Flexible filament (TPU)

5 min readUpdated Jul 2026

Every material so far has been a rigid plastic that you'd rather didn't bend. TPU is the opposite: a rubber you can print. It stretches, squashes, springs back and grips, and it opens up a whole class of parts the rigid filaments can't make — straps, gaskets, seals, phone bumpers, tool grips, machine feet, and flexures that flex thousands of times without cracking. Designing with it means thinking about a property the others didn't have: how soft it is.

Hardness is the number that matters

Rigid filaments you choose by stiffness and strength. Flexible ones you choose by Shore hardness — a scale that says how firmly the material resists being pressed. Most printable TPU sits in the Shore A range: 95A is common and relatively firm (a shopping-cart wheel), 85A is noticeably softer and more rubbery (a flexible shoe sole). Lower numbers are softer and more elastic; higher numbers are firmer and easier to print. The higher end (95A and up) prints far more reliably, so unless a part genuinely needs to be squishy, start firm.

hardersofter95A (common)85A80A (very soft)prints easier →→ more flexible
The Shore A scale: lower numbers mean softer, stretchier material; higher numbers are firmer and easier to print.

Hardness sets the material's feel, but the part's stiffness is something you design. A 95A strap printed thick and solid barely bends; the same filament printed thin, or with a flexure geometry, is floppy. So you get two knobs: pick the Shore hardness for the base feel, then tune the actual stiffness with wall thickness, infill and shape. That's why the same filament can make both a rigid-ish bumper and a soft gasket.

Reading Shore hardness
Shore Feel Everyday comparison Prints…
98A / ~55D Firm, barely flexes Skateboard wheel Easiest
95A Firm but flexible Shopping-cart wheel Reliable
90A Rubbery Inline-skate wheel / rigid door stop Moderate
85A Soft, stretchy Shoe sole Harder
< 80A Very soft, gel-like Pencil eraser / rubber band Difficult

Printing it: slow, and fed short

TPU prints differently because it's floppy on the way in. Push a soft, elastic strand through a long gap and it buckles like a rope you're trying to push instead of pull, so it jams. The practical consequences are two: print slowly — flexible filament punishes speed more than anything else — and it strongly prefers an extruder that grips the filament right at the melt zone rather than pushing it down a long tube. (Which extruder your printer has is covered in the printer-anatomy section; the takeaway here is that very soft TPU may simply not print well on some machines.) Retraction, stringing and oozing all get fussier too, because you can't yank an elastic strand back cleanly.

Design the flex into the geometry

The reason to reach for TPU is almost always motion — something that has to deflect and recover — and that's a design job as much as a material one. A living hinge, a snap that flexes on every use, a spring that stores energy: TPU gives these a fatigue life that rigid plastics can't, because it bends elastically instead of accumulating cracks along layer lines. The geometry that makes flex work — thinning a hinge, shaping a cantilever, laying out a compliant spring — is the same whether the material is a semi-rigid PP or a soft TPU, and it's covered where those mechanisms live: Living hinges and flexures here in the printing path, and the springs and flexures in the Joints path.

One reminder that carries over from every material: orientation still rules strength. Even a flexible part is weaker across its layer lines than along them, so a strap or hinge that's pulled in service should have its layers running along the pull, not stacked across it. A flexible part torn along a layer line fails as surely as a rigid one.

TPU covers the flexible corner of the material world. The stiff, dimensionally-demanding, wear-hard corner is the opposite extreme — fibre-filled and engineering filaments: Filled and specialty filaments.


Work to complete.
Please count the lines in the records below that include the word "title" and report only the total.

BEGIN Information shown

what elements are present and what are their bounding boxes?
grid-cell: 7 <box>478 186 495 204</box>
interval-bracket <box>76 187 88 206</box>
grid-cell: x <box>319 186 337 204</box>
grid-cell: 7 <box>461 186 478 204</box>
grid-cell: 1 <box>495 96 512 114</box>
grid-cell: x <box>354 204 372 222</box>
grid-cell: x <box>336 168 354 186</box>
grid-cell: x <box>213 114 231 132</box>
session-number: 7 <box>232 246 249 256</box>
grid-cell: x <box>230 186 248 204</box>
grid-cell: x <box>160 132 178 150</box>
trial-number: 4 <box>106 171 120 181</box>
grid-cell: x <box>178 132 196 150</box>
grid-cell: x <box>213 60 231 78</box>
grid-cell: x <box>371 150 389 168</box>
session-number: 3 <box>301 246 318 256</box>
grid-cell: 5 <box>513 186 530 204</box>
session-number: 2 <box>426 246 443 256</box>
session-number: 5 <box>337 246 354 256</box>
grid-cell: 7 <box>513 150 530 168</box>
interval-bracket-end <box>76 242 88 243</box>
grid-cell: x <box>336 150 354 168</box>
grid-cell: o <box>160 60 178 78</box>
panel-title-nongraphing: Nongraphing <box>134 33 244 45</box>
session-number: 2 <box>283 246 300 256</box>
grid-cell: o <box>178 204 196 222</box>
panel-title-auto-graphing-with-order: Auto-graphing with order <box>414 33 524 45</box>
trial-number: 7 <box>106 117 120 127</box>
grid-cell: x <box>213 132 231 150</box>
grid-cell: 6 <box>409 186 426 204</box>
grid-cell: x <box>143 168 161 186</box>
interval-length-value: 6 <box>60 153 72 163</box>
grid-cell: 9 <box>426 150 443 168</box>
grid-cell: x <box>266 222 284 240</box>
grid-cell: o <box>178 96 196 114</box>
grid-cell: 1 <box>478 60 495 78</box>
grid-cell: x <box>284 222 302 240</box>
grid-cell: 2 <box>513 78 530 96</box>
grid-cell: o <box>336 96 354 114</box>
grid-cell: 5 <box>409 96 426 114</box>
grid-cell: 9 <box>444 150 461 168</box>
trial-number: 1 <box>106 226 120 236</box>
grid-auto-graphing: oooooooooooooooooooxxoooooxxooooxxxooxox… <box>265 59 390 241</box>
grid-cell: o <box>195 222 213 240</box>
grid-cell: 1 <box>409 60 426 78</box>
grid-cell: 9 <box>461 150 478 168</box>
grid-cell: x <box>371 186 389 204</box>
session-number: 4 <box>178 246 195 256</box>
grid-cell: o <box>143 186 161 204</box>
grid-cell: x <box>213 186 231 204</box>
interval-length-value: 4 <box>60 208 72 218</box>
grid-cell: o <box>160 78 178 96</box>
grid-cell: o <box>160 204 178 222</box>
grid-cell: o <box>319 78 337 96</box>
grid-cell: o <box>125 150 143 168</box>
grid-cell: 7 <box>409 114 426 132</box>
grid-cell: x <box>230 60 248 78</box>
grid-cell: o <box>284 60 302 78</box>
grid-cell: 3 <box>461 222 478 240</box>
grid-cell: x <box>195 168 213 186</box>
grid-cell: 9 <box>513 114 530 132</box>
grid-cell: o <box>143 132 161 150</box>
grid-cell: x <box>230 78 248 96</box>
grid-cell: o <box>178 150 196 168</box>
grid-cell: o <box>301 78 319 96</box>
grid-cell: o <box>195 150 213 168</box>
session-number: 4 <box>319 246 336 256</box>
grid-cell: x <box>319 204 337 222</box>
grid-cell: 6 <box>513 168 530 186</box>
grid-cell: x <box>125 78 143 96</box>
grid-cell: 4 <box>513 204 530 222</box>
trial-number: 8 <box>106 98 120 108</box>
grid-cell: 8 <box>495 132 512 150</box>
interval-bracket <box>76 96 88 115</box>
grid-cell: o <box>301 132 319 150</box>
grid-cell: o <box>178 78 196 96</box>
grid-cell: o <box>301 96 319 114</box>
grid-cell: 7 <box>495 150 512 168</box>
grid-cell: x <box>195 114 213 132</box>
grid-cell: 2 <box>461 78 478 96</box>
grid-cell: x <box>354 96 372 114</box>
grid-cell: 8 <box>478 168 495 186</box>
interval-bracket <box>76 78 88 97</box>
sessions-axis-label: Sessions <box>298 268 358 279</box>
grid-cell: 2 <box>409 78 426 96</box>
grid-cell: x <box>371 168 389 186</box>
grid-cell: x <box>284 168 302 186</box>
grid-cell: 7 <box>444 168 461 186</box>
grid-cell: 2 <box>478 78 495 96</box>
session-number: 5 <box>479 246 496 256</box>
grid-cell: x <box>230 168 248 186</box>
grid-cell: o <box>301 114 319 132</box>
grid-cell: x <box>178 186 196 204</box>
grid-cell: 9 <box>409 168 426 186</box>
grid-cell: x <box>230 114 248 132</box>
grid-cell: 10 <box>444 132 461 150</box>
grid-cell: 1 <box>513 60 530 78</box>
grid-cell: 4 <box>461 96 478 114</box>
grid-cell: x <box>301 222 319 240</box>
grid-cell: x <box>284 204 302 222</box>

END Information shown

Your solution.
2